ESA 2013 - Crisis, Critique, Change
ESA 2013 took place in Turin, Italy from 28 to 31 August 2013. Our Lab presented three papers there.
The conference ESA 2013 – Crisis, Critique and Change took place in Turin, in Italy from 28 to 31 August 2013. The conference was organized jointly by ESA and the Department of Culture, Politics and Society at the University of Turin. Our Lab presented three papers.
Technical College as a Low-Risk Strategy in the Face of Economic Uncertainty, Ksenia Tenisheva, Daniel Alexandrov and Svetlana Savelieva.
The proposed paper views educational choice between academic and vocational tracks from the vantage point of risk aversion in the face of uncertainty. J.Goldthorpe and R.Breen suggested that when making educational choice individuals try to avoid the risk of status loss, which could inhibit their upward mobility. In Russia these days the most direct pathway to tertiary education is via academic high school. It implies higher costs, delayed entry to the labor market, and the risk of dropout or future unemployment. The second important pathway to tertiary education is via technical college after which many students make a lateral transfer to university and can transfer credits for advanced courses they took in the third year of technical college. We suppose that vocational schools are chosen by students with working class backgrounds, technical colleges are the choice of the lower middle class, and staying on academic track with going to university after the 11th grade – that of the middle and upper strata. We use data from long-term mixed-method research: interviews with 9th graders and their parents, a local survey of 500 9th graders from 18 schools in a district of the Leningrad Region and a large scale survey of 100 schools and 7500 students in St. Petersburg. In both urban and rural areas about 13% of students after the 9th grade choose technical colleges to further proceed 476 to tertiary institution. This is a strategy of lower middle-class families, who value higher education but are pragmatic enough to care about warranted future employment. It allows them to have persified options and a fall back strategy of having technical qualifications at hand to enter the labor market in case they fail in university.
Migration, Ethnicity and Identity Politics on Social Network Sites in the former Soviet Union, Alexey Gorgadze and Daniel Alexandrov
Many young people from the Caucasus (both from independent states and the republics of North Caucasus) live in respective diasporas in many cities all around the Russian Federation as their parents moved there earlier or because they went to study in Russian universities. Social network sites provide them with powerful tools to form e-diasporas and engage in identity work and boundary work, forging networked virtual communities with different identity labels. We study diaspora groups from the Caucasus on VKontakte (VK), the Russian social network service most popular among young Internet users in the FSU with about 195 million accounts by December 2012. Certain open features of VK profiles allow for analysis of geographic mobility and the educational background of users, for example, how many graduates of high school in Baku (Azerbaijan) are now studying in universities in different cities. Another important feature is the ability to make 'friendship' ties between groups and public pages, which allows for network analysis on a group level. In particular we are interested in groups and public pages that create virtual communities with local identities (“We are from Baku”) or regional 'supra-ethnic' identities (“Men from Caucasus are cool” or “United Caucasus”). Many users participate both in ethnic groups narrowly defined ("True Armenians" or "Real Azeri Men") and 'supra-ethnic' groups at the same time. We will present the data on ethnic, gender and geographic composition of different groups, on their activity, and on inter-group ties. We will discuss the issues of migration, gender, language and ethnicity as bearing on identity performances and identity politics in online communities of migrant youth.
Sociometric Popularity in the School Context, Vera Titkova, Valeria Ivaniushina and Daniel Alexandrov.
Peer popularity and acceptance plays a central role in adolescent socialization, integration into school life, and the formation of attitudes. In particular, peer relations have an essential but controversial role in the development of pro-school and anti-school attitudes, and thus determining (in part) academic success or failure in school. Our research is focused on the relation between academic context, students’ academic achievement and her/his popularity. We surveyed 98 schools in Saint Petersburg (5058 students in 270 classes) eliciting social networks of friendship for each class. Attitudes towards school were measured by 9-items study involvement scale (Van Houtte 2006). Multi-level hierarchical modeling (HLM 7) has been used for data analysis. We hypothesized that in classes with high level of academic motivation individual academic success is positively related to popularity among peers while in classes with low level academic motivation the relation between popularity and academic success is negative. We also assumed that effect is gender-specific: stronger for girls and weaker for boys. Results show that for the girls good grades are positively related to popularity regardless of class academic context. For the boys relations between academic achievement and popularity depends on academic context: in classes with a low level of academic motivation good grades are negatively related to popularity, while in classes with high levels of academic motivation the relation is positive. We have also found different effects of school and class context: the academic motivation of a class is more important than the motivation of the school. The potential context’s mechanism of school and class will be discussed.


Work item:
The copy has to match the records word for word and include no pictures.

BEGIN Excerpted records

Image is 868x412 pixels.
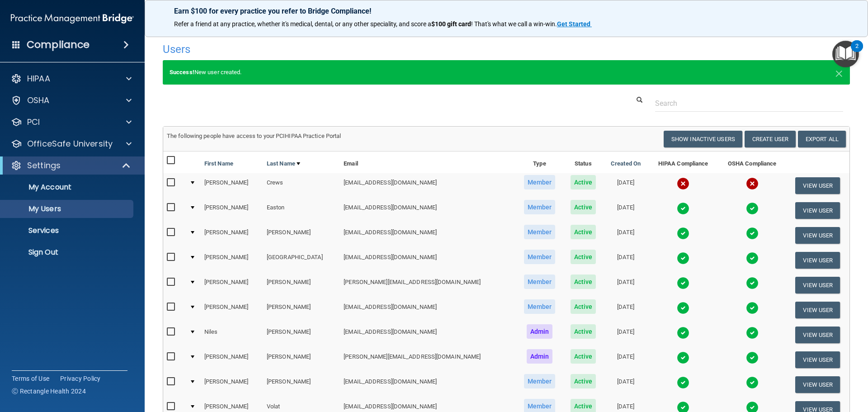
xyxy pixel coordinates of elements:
[664,131,742,147] button: Show Inactive Users
[795,202,840,219] button: View User
[746,377,759,389] img: tick.e7d51cea.svg
[655,95,843,112] input: Search
[167,132,342,140] span: The following people have access to your PCIHIPAA Practice Portal
[526,325,553,339] span: Admin
[526,349,553,364] span: Admin
[263,372,340,398] td: [PERSON_NAME]
[162,60,850,85] div: New user created.
[746,202,759,215] img: tick.e7d51cea.svg
[524,275,555,289] span: Member
[11,160,131,171] a: Settings
[795,227,840,244] button: View User
[27,38,90,51] h4: Compliance
[603,198,648,223] td: [DATE]
[677,302,690,314] img: tick.e7d51cea.svg
[11,73,131,84] a: HIPAA
[471,20,557,27] span: ! That's what we call a win-win.
[795,351,840,369] button: View User
[201,248,263,273] td: [PERSON_NAME]
[856,46,859,58] div: 2
[431,20,471,27] strong: $100 gift card
[340,173,516,198] td: [EMAIL_ADDRESS][DOMAIN_NAME]
[263,348,340,372] td: [PERSON_NAME]
[611,158,641,169] a: Created On
[340,372,516,398] td: [EMAIL_ADDRESS][DOMAIN_NAME]
[340,348,516,372] td: [PERSON_NAME][EMAIL_ADDRESS][DOMAIN_NAME]
[677,252,690,265] img: tick.e7d51cea.svg
[603,348,648,372] td: [DATE]
[12,374,49,383] a: Terms of Use
[746,227,759,240] img: tick.e7d51cea.svg
[11,9,134,27] img: PMB logo
[677,377,690,389] img: tick.e7d51cea.svg
[6,226,129,236] p: Services
[201,198,263,223] td: [PERSON_NAME]
[718,152,786,173] th: OSHA Compliance
[746,351,759,364] img: tick.e7d51cea.svg
[570,374,596,389] span: Active
[603,322,648,348] td: [DATE]
[60,374,101,383] a: Privacy Policy
[570,349,596,364] span: Active
[201,348,263,372] td: [PERSON_NAME]
[524,299,555,314] span: Member
[563,152,604,173] th: Status
[174,7,838,15] p: Earn $100 for every practice you refer to Bridge Compliance!
[524,250,555,265] span: Member
[263,248,340,273] td: [GEOGRAPHIC_DATA]
[27,139,113,150] p: OfficeSafe University
[27,73,50,84] p: HIPAA
[835,67,843,78] button: Close
[795,277,840,293] button: View User
[524,200,555,215] span: Member
[677,177,690,190] img: cross.ca9f0e7f.svg
[27,160,61,171] p: Settings
[557,20,592,27] a: Get Started
[677,351,690,364] img: tick.e7d51cea.svg
[266,158,300,169] a: Last Name
[570,225,596,239] span: Active
[11,95,131,106] a: OSHA
[340,322,516,348] td: [EMAIL_ADDRESS][DOMAIN_NAME]
[263,322,340,348] td: [PERSON_NAME]
[603,273,648,298] td: [DATE]
[745,131,796,147] button: Create User
[263,198,340,223] td: Easton
[603,173,648,198] td: [DATE]
[263,223,340,248] td: [PERSON_NAME]
[340,152,516,173] th: Email
[524,175,555,189] span: Member
[340,298,516,322] td: [EMAIL_ADDRESS][DOMAIN_NAME]
[677,227,690,240] img: tick.e7d51cea.svg
[677,327,690,340] img: tick.e7d51cea.svg
[570,325,596,339] span: Active
[263,173,340,198] td: Crews
[524,225,555,239] span: Member
[201,372,263,398] td: [PERSON_NAME]
[201,173,263,198] td: [PERSON_NAME]
[570,175,596,189] span: Active
[6,248,129,257] p: Sign Out
[603,298,648,322] td: [DATE]
[11,139,131,150] a: OfficeSafe University
[746,252,759,265] img: tick.e7d51cea.svg
[557,20,591,27] strong: Get Started
[6,205,129,214] p: My Users
[603,248,648,273] td: [DATE]
[746,277,759,290] img: tick.e7d51cea.svg
[603,372,648,398] td: [DATE]
[835,64,843,82] span: ×
[263,273,340,298] td: [PERSON_NAME]
[516,152,563,173] th: Type
[170,69,194,76] strong: Success!
[795,377,840,393] button: View User
[677,277,690,290] img: tick.e7d51cea.svg
[201,322,263,348] td: Niles
[340,198,516,223] td: [EMAIL_ADDRESS][DOMAIN_NAME]
[833,40,859,67] button: Open Resource Center, 2 new notifications
[201,223,263,248] td: [PERSON_NAME]
[746,177,759,190] img: cross.ca9f0e7f.svg
[162,43,558,55] h4: Users
[677,202,690,215] img: tick.e7d51cea.svg
[795,252,840,269] button: View User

END Excerpted records

Output:
Image is 868x412 pixels.
xyxy pixel coordinates of elements:
[664,131,742,147] button: Show Inactive Users
[795,202,840,219] button: View User
[746,377,759,389] img: tick.e7d51cea.svg
[655,95,843,112] input: Search
[167,132,342,140] span: The following people have access to your PCIHIPAA Practice Portal
[526,325,553,339] span: Admin
[526,349,553,364] span: Admin
[263,372,340,398] td: [PERSON_NAME]
[162,60,850,85] div: New user created.
[746,202,759,215] img: tick.e7d51cea.svg
[524,275,555,289] span: Member
[11,160,131,171] a: Settings
[795,227,840,244] button: View User
[27,38,90,51] h4: Compliance
[603,198,648,223] td: [DATE]
[677,302,690,314] img: tick.e7d51cea.svg
[11,73,131,84] a: HIPAA
[471,20,557,27] span: ! That's what we call a win-win.
[795,351,840,369] button: View User
[201,248,263,273] td: [PERSON_NAME]
[856,46,859,58] div: 2
[431,20,471,27] strong: $100 gift card
[340,173,516,198] td: [EMAIL_ADDRESS][DOMAIN_NAME]
[263,348,340,372] td: [PERSON_NAME]
[611,158,641,169] a: Created On
[340,372,516,398] td: [EMAIL_ADDRESS][DOMAIN_NAME]
[340,348,516,372] td: [PERSON_NAME][EMAIL_ADDRESS][DOMAIN_NAME]
[677,252,690,265] img: tick.e7d51cea.svg
[603,348,648,372] td: [DATE]
[12,374,49,383] a: Terms of Use
[746,227,759,240] img: tick.e7d51cea.svg
[11,9,134,27] img: PMB logo
[677,377,690,389] img: tick.e7d51cea.svg
[6,226,129,236] p: Services
[201,198,263,223] td: [PERSON_NAME]
[718,152,786,173] th: OSHA Compliance
[746,351,759,364] img: tick.e7d51cea.svg
[570,374,596,389] span: Active
[603,322,648,348] td: [DATE]
[60,374,101,383] a: Privacy Policy
[570,349,596,364] span: Active
[201,348,263,372] td: [PERSON_NAME]
[524,299,555,314] span: Member
[563,152,604,173] th: Status
[174,7,838,15] p: Earn $100 for every practice you refer to Bridge Compliance!
[524,250,555,265] span: Member
[263,248,340,273] td: [GEOGRAPHIC_DATA]
[27,139,113,150] p: OfficeSafe University
[27,73,50,84] p: HIPAA
[835,67,843,78] button: Close
[795,277,840,293] button: View User
[524,200,555,215] span: Member
[677,177,690,190] img: cross.ca9f0e7f.svg
[27,160,61,171] p: Settings
[557,20,592,27] a: Get Started
[677,351,690,364] img: tick.e7d51cea.svg
[266,158,300,169] a: Last Name
[570,225,596,239] span: Active
[11,95,131,106] a: OSHA
[340,322,516,348] td: [EMAIL_ADDRESS][DOMAIN_NAME]
[263,322,340,348] td: [PERSON_NAME]
[603,273,648,298] td: [DATE]
[745,131,796,147] button: Create User
[263,198,340,223] td: Easton
[603,173,648,198] td: [DATE]
[263,223,340,248] td: [PERSON_NAME]
[340,152,516,173] th: Email
[524,175,555,189] span: Member
[340,298,516,322] td: [EMAIL_ADDRESS][DOMAIN_NAME]
[677,227,690,240] img: tick.e7d51cea.svg
[677,327,690,340] img: tick.e7d51cea.svg
[570,325,596,339] span: Active
[263,173,340,198] td: Crews
[524,225,555,239] span: Member
[201,372,263,398] td: [PERSON_NAME]
[201,173,263,198] td: [PERSON_NAME]
[570,175,596,189] span: Active
[6,248,129,257] p: Sign Out
[603,298,648,322] td: [DATE]
[11,139,131,150] a: OfficeSafe University
[746,252,759,265] img: tick.e7d51cea.svg
[557,20,591,27] strong: Get Started
[6,205,129,214] p: My Users
[603,248,648,273] td: [DATE]
[746,277,759,290] img: tick.e7d51cea.svg
[603,372,648,398] td: [DATE]
[835,64,843,82] span: ×
[263,273,340,298] td: [PERSON_NAME]
[516,152,563,173] th: Type
[170,69,194,76] strong: Success!
[795,377,840,393] button: View User
[677,277,690,290] img: tick.e7d51cea.svg
[201,322,263,348] td: Niles
[340,198,516,223] td: [EMAIL_ADDRESS][DOMAIN_NAME]
[833,40,859,67] button: Open Resource Center, 2 new notifications
[201,223,263,248] td: [PERSON_NAME]
[746,177,759,190] img: cross.ca9f0e7f.svg
[162,43,558,55] h4: Users
[677,202,690,215] img: tick.e7d51cea.svg
[795,252,840,269] button: View User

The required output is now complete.